The imagination doesn’t measure, devise, or instrumentalize. Its nature is to open, to mystify, to delight, shock, inspire.
For the majority of people, who do not enjoy such great expectations, the daily struggle to survive in ever more trying social and economic circumstances is relentless. The top 10% of the world’s population owns 90% of the wealth, leaving the other 90% scrambling to get by. More and more people simply cannot manage.
Privileged or not, we are all aware of the world beyond our households through the now ubiquitous news media, which has become our collective nervous system, twitching our attention with constant jolts of true and false information about political, environmental, economic, and social problems. This becomes the stuff of our psyches and conversations. What will the future bring? What’s the world going to be like for our children and grandchildren? Will there be a world? Dread fills the air. Sometimes we feel it; mostly we don’t let ourselves feel it. It’s too much. What can we really do about it?

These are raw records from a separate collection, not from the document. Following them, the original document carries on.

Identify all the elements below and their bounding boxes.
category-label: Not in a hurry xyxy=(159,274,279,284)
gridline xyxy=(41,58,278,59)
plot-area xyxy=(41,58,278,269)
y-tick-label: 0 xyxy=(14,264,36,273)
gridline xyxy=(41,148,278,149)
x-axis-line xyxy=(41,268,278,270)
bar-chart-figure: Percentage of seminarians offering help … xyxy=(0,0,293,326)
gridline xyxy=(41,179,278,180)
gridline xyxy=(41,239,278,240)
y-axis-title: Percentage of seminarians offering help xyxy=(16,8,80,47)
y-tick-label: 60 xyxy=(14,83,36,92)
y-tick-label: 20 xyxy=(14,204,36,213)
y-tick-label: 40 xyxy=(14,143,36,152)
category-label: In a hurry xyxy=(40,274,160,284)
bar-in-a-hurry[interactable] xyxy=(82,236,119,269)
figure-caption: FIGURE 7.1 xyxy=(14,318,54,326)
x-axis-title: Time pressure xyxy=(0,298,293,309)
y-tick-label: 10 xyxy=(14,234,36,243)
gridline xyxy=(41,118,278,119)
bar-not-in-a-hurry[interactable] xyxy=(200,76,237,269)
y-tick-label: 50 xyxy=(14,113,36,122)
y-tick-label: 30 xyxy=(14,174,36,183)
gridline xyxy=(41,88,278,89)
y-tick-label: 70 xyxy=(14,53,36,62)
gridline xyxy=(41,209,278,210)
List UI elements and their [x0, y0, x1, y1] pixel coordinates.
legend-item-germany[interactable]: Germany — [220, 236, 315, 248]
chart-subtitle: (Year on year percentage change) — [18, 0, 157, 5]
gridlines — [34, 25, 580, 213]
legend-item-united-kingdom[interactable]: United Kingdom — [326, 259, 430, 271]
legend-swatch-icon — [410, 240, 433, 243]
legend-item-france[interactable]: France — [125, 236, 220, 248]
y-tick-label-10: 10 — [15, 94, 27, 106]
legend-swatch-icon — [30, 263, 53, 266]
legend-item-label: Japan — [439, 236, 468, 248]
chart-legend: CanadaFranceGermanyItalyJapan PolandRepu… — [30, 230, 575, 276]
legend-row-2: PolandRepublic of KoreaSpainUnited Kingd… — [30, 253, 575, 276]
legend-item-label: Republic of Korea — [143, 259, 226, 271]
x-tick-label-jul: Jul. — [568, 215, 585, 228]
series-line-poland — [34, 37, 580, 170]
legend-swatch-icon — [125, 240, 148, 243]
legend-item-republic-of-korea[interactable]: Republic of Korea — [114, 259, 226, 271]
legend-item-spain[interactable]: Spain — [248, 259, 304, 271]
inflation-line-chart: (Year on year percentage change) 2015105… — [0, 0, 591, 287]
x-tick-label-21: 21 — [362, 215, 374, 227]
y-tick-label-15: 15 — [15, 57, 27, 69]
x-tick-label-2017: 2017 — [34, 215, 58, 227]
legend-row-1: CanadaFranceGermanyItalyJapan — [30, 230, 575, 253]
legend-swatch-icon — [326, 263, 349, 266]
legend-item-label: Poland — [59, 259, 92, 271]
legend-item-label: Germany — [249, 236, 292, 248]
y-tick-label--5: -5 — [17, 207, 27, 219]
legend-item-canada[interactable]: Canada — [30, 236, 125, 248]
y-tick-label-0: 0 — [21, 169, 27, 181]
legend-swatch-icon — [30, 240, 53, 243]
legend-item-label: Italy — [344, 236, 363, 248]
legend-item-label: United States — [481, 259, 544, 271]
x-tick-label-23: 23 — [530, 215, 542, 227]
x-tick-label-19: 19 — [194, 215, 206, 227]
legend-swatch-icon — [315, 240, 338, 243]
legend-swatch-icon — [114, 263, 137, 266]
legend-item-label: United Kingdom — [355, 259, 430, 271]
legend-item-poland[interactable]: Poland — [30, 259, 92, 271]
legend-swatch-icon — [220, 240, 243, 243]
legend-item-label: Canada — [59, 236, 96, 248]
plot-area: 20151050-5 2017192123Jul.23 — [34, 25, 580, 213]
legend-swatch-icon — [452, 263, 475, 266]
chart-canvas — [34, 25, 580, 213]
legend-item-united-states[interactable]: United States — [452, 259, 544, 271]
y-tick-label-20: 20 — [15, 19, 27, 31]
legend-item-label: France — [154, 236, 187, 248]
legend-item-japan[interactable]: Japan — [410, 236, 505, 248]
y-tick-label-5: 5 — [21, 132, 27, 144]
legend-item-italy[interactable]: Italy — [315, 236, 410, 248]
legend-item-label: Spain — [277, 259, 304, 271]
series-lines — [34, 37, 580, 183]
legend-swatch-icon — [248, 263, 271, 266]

I am convinced that the world could be, and actually is, otherwise — that its possibilities aren’t limited to the tangible, the knowable, the negotiable, to the data we are constantly collecting about practically everything measurable. Data gives us the illusion that we know the world. But the world is more than we know. The imagination doesn’t measure, devise, or instrumentalize. It doesn’t define or manipulate. Instead, its nature is to open, to mystify, to delight, shock, inspire. It extends without limit. It leaps from the known to the unknown, soaring beyond facts to visions and intensities. It lightens up the heavy circumscribed world we think we live in. It plays in the deep end, where heart and love hold sway.
Spiritual practice is one of the key sites of imagination. I don’t see a big distinction between spirituality and religion, as many do these days. To me, spiritual practice is simply authentic religion, connected to observance and experience, beyond ideology and belief. I realize my view is unusual. Many people in our time, having been brought up without any religion, naturally feel religion is weird, unnecessary, and old-fashioned. Many others shy away from religion because they were raised within a religious atmosphere that seemed dedicated to scaring them out of anything risky, joyful, or open, keeping them safely on the straight and narrow.
I have studied religious teachings and practices in several traditions and I am convinced that, at its depth, this is not what religion is supposed to be doing. Religion is supposed to help us live more completely within our human imagination. In doing this, it provides a counterforce to the gravity of a human world that has always been full of trouble and strife. Karl Marx famously called religion the opiate of the people. But he also called it “the heart of a heartless world.”
Even at its worst, religion has a glowing coal of wildness hidden in its contemplative, mystical side — in texts, teachings, practices, and experiences that come from the uncharted expanses of the human imagination, religion’s heart and soul. The word “spiritual” evokes this essential and powerful side of religious life, the source of creativity, the spring from which the dreamers and visionaries of the world drink. I choose to retain the word and the idea of religion because despite their many sins, the great religions of the world contain a wealth of lore, languages, practices, and rituals that we can’t afford to jettison now, when we need them more than ever.